C
Cor
Tony,
You are right, when you are here I give you a nice Heineken.
Cor
You are right, when you are here I give you a nice Heineken.
Cor
True is usually -1, because Booleans are usually signed and true is
All Bits On (using two's complement we end up with -1). All bits off,
obviously, is 0. => False.
Cor said:I am Dutch, I think you did know that already.
You know we deal very easy with the English language
because our language is quiet simular with that language
even more than German.
But English, German and Duch are languages from the North
sea and quiet simular(for who did not know that).
I find it strange that you wrote that program sentences
are abstracts for you and in the same way wrote they
are natural.
(I think it is abstract for most German people, that is
normal because German is the major language in
Europe, but not for you).
But we agree and I have to say that my discussion is strange.
We both like VB.net because it is so natural (I hated VB till
there was VB.net, I did find the not anymore usable Cobol
the best till now), and on the other hand I want a language
independent program language.
Cor said:You are right, when you are here I give you a nice
Heineken.
I would suggest that there is no justification for True to be defined
as 1. It should always be -1 since the definition of True is
Tom Spink said:True
Why should it give a one? A = B = 3 is "A becomes equal to the comparison of
(B = 3)". B = 3, in this instance, results in a boolean expression.
True is usually -1, because Booleans are usually signed and true is All Bits
On (using two's complement we end up with -1). All bits off, obviously, is
0. => False.
Chris Dunaway said:...
This may be true of the language, but in my opinion, it is poor coding
practice to use a boolean state and an integer value. The two should not
be mixed.
Tom Shelton said:...
First, I totally agree with the respondent Chris, that boolean values should
never be treated as integers... But beyond that - VB was the only language
I ever used that defined true = -1 and false = 0. Most languages define it
as true <> 0, false = 0. Of course most if you do an integer conversion
define the actual value of true as 1.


Every line below that carries the word "home" needs to be copied.

═══ Records for this exercise ═══

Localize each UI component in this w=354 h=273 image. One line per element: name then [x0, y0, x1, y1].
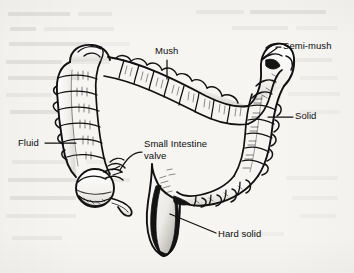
label-solid: Solid	[295, 110, 316, 122]
label-mush: Mush	[155, 45, 178, 57]
figure-large-intestine: Mush Semi-mush Solid Fluid Small Intesti…	[0, 0, 354, 273]
transverse-colon	[104, 56, 248, 125]
small-intestine-valve-leader	[120, 152, 142, 170]
label-hard-solid: Hard solid	[218, 228, 261, 240]
ascending-colon	[53, 60, 110, 177]
rectum	[147, 164, 190, 256]
label-fluid: Fluid	[18, 137, 39, 149]
cecum	[76, 169, 114, 207]
label-small-intestine-valve: Small Intestine valve	[144, 138, 207, 161]
splenic-flexure	[248, 43, 294, 124]
appendix	[110, 198, 132, 216]
sigmoid-colon	[177, 176, 258, 207]
hepatic-flexure	[70, 45, 110, 62]
label-semi-mush: Semi-mush	[283, 40, 332, 52]
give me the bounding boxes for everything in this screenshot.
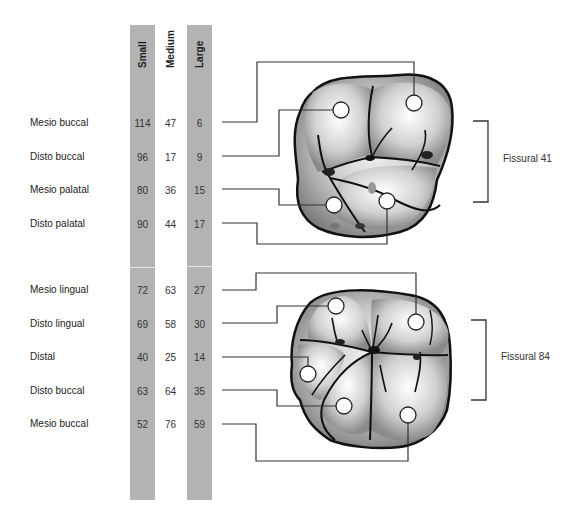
pit: [365, 155, 375, 161]
pit: [413, 354, 421, 360]
fissural-bracket-84: [471, 320, 486, 400]
stain: [368, 182, 376, 194]
site-marker-mesio-palatal: [326, 197, 342, 213]
upper-molar-illustration: [295, 75, 453, 237]
site-marker-distal: [300, 366, 316, 382]
site-marker-disto-palatal: [379, 193, 395, 209]
stain: [330, 223, 340, 229]
lower-molar-illustration: [291, 290, 451, 448]
site-marker-disto-lingual: [408, 314, 424, 330]
pit: [421, 151, 433, 159]
cusp-disto-buccal: [369, 83, 450, 165]
fissural-bracket-41: [473, 121, 488, 202]
site-marker-disto-buccal: [406, 95, 422, 111]
pit: [323, 168, 335, 176]
cusp-mesio-buccal: [370, 352, 447, 440]
pit: [355, 223, 365, 229]
site-marker-mesio-buccal: [400, 407, 416, 423]
site-marker-mesio-lingual: [328, 298, 344, 314]
pit: [335, 339, 345, 345]
site-marker-mesio-buccal: [333, 102, 349, 118]
site-marker-disto-buccal: [336, 398, 352, 414]
pit: [368, 346, 380, 354]
tooth-diagram: [0, 0, 578, 526]
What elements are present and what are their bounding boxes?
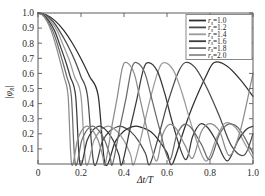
y-axis-title: |φR| xyxy=(4,85,15,99)
x-axis-title: Δt/T xyxy=(136,175,154,185)
y-tick-label-6: 0.7 xyxy=(22,54,34,64)
x-tick-label-1: 0.2 xyxy=(75,168,87,178)
x-tick-label-2: 0.4 xyxy=(118,168,130,178)
legend-label-5: rs=2.0 xyxy=(208,51,227,61)
y-tick-label-4: 0.5 xyxy=(22,84,34,94)
x-tick-label-5: 1.0 xyxy=(247,168,259,178)
y-tick-label-7: 0.8 xyxy=(22,39,34,49)
y-tick-label-0: 0.1 xyxy=(22,144,34,154)
chart-canvas: 00.20.40.60.81.00.10.20.30.40.50.60.70.8… xyxy=(0,0,265,196)
y-tick-label-2: 0.3 xyxy=(22,114,34,124)
y-tick-label-1: 0.2 xyxy=(22,129,34,139)
chart-legend: rs=1.0rs=1.2rs=1.4rs=1.6rs=1.8rs=2.0 xyxy=(186,15,252,61)
y-tick-label-9: 1.0 xyxy=(22,8,34,18)
y-tick-label-3: 0.4 xyxy=(22,99,34,109)
y-tick-label-8: 0.9 xyxy=(22,23,34,33)
svg-text:|φR|: |φR| xyxy=(4,85,15,99)
x-tick-label-0: 0 xyxy=(36,168,41,178)
y-tick-label-5: 0.6 xyxy=(22,69,34,79)
x-tick-label-3: 0.6 xyxy=(161,168,173,178)
x-tick-label-4: 0.8 xyxy=(204,168,216,178)
y-title-end: | xyxy=(4,85,14,88)
y-title-main: |φ xyxy=(4,91,14,99)
figure-container: 00.20.40.60.81.00.10.20.30.40.50.60.70.8… xyxy=(0,0,265,196)
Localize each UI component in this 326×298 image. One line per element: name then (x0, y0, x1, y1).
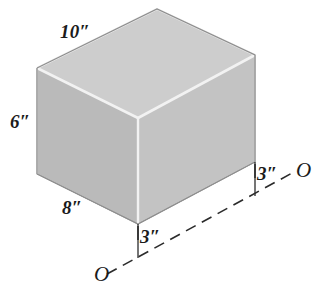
dimension-label-offset-front: 3″ (140, 227, 160, 246)
dimension-label-length: 10″ (60, 22, 90, 41)
box-diagram-svg (0, 0, 326, 298)
origin-label-right: O (296, 160, 311, 181)
dimension-label-depth: 8″ (62, 198, 82, 217)
figure-container: 10″ 6″ 8″ 3″ 3″ O O (0, 0, 326, 298)
dimension-label-offset-right: 3″ (257, 164, 277, 183)
origin-label-front: O (94, 264, 109, 285)
dimension-label-height: 6″ (10, 112, 30, 131)
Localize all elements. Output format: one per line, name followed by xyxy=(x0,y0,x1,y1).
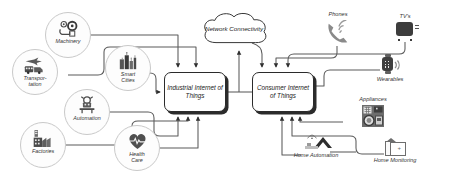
smartcities-label-line1: Smart xyxy=(121,71,135,77)
smartwatch-icon xyxy=(382,57,393,71)
consumer-iot-box[interactable]: Consumer Internet of Things xyxy=(252,72,314,112)
wire-appliances-to-ciot xyxy=(300,117,343,122)
node-automation[interactable]: Automation xyxy=(64,89,110,135)
transport-icon-svg xyxy=(23,57,47,74)
node-machinery-label: Machinery xyxy=(40,38,96,44)
factory-icon-svg xyxy=(32,129,54,148)
watch-signal-icon xyxy=(394,60,400,70)
home-monitoring-icon: + xyxy=(385,138,405,155)
robot-arm-icon-svg xyxy=(77,96,97,114)
tv-foot-left xyxy=(398,39,400,41)
phone-signal-icon-svg xyxy=(325,20,351,46)
node-phones[interactable]: Phones xyxy=(325,20,351,46)
heart-pulse-icon-svg xyxy=(127,132,148,150)
wire-wearables-to-ciot xyxy=(316,70,380,86)
transportation-label-line2: tation xyxy=(28,81,41,87)
node-transportation-label: Transpor- tation xyxy=(7,75,63,87)
watch-screen-apps xyxy=(384,60,391,68)
node-home-automation[interactable]: Home Automation xyxy=(300,134,338,152)
network-connectivity-cloud: Network Connectivity xyxy=(198,10,270,50)
appliance-icon-svg xyxy=(362,105,384,127)
node-machinery[interactable]: Machinery xyxy=(45,12,91,58)
smartcities-label-line2: Cities xyxy=(121,77,134,83)
phone-signal-icon xyxy=(325,20,351,46)
node-wearables[interactable]: Wearables xyxy=(382,57,398,73)
iot-architecture-diagram: Network Connectivity Industrial Internet… xyxy=(0,0,451,194)
gears-icon xyxy=(46,17,90,39)
house-plus-marker: + xyxy=(397,145,401,151)
home-automation-base xyxy=(305,146,318,149)
node-appliances-label: Appliances xyxy=(359,96,386,102)
gears-icon-svg xyxy=(57,20,79,37)
watch-strap-top xyxy=(385,54,391,57)
node-smart-cities[interactable]: Smart Cities xyxy=(105,45,151,91)
node-phones-label: Phones xyxy=(329,11,348,17)
consumer-iot-label: Consumer Internet of Things xyxy=(255,84,311,101)
cloud-label: Network Connectivity xyxy=(205,25,263,35)
node-home-automation-label: Home Automation xyxy=(293,152,339,158)
tv-foot-right xyxy=(410,39,412,41)
node-wearables-label: Wearables xyxy=(377,76,404,82)
wire-phones-to-ciot xyxy=(276,46,337,67)
node-transportation[interactable]: Transpor- tation xyxy=(12,49,58,95)
node-automation-label: Automation xyxy=(59,115,115,121)
node-factories-label: Factories xyxy=(15,148,71,154)
industrial-iot-label: Industrial Internet of Things xyxy=(167,84,223,101)
factory-icon xyxy=(21,127,65,149)
node-home-monitoring[interactable]: + Home Monitoring xyxy=(385,138,409,156)
city-icon xyxy=(106,50,150,72)
transport-icon xyxy=(13,54,57,76)
wire-healthcare-to-iiot xyxy=(160,117,198,148)
industrial-iot-box[interactable]: Industrial Internet of Things xyxy=(164,72,226,112)
node-factories[interactable]: Factories xyxy=(20,122,66,168)
transportation-label-line1: Transpor- xyxy=(24,75,47,81)
tv-side-bar-1 xyxy=(415,25,419,26)
watch-strap-bottom xyxy=(385,71,391,74)
healthcare-label-line1: Health xyxy=(129,151,145,157)
tv-side-bar-2 xyxy=(415,28,419,29)
node-smart-cities-label: Smart Cities xyxy=(100,71,156,83)
node-health-care[interactable]: Health Care xyxy=(114,125,160,171)
television-icon xyxy=(396,22,413,36)
city-icon-svg xyxy=(118,52,138,70)
node-health-care-label: Health Care xyxy=(109,151,165,163)
node-appliances[interactable]: Appliances xyxy=(362,105,384,127)
node-tvs-label: TV's xyxy=(399,13,410,19)
node-tvs[interactable]: TV's xyxy=(396,22,414,38)
robot-arm-icon xyxy=(65,94,109,116)
heart-pulse-icon xyxy=(115,130,159,152)
healthcare-label-line2: Care xyxy=(131,157,143,163)
node-home-monitoring-label: Home Monitoring xyxy=(372,157,418,163)
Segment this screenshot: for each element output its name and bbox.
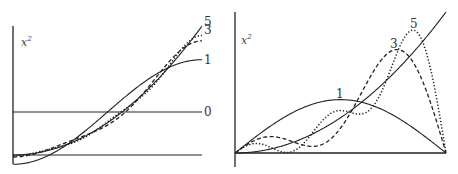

═══

**Solution below:**
home-monitoring-icon: + xyxy=(385,138,405,155)
node-home-automation[interactable]: Home Automation xyxy=(300,134,338,152)
home-automation-base xyxy=(305,146,318,149)
node-home-automation-label: Home Automation xyxy=(293,152,339,158)
node-home-monitoring[interactable]: + Home Monitoring xyxy=(385,138,409,156)
node-home-monitoring-label: Home Monitoring xyxy=(372,157,418,163)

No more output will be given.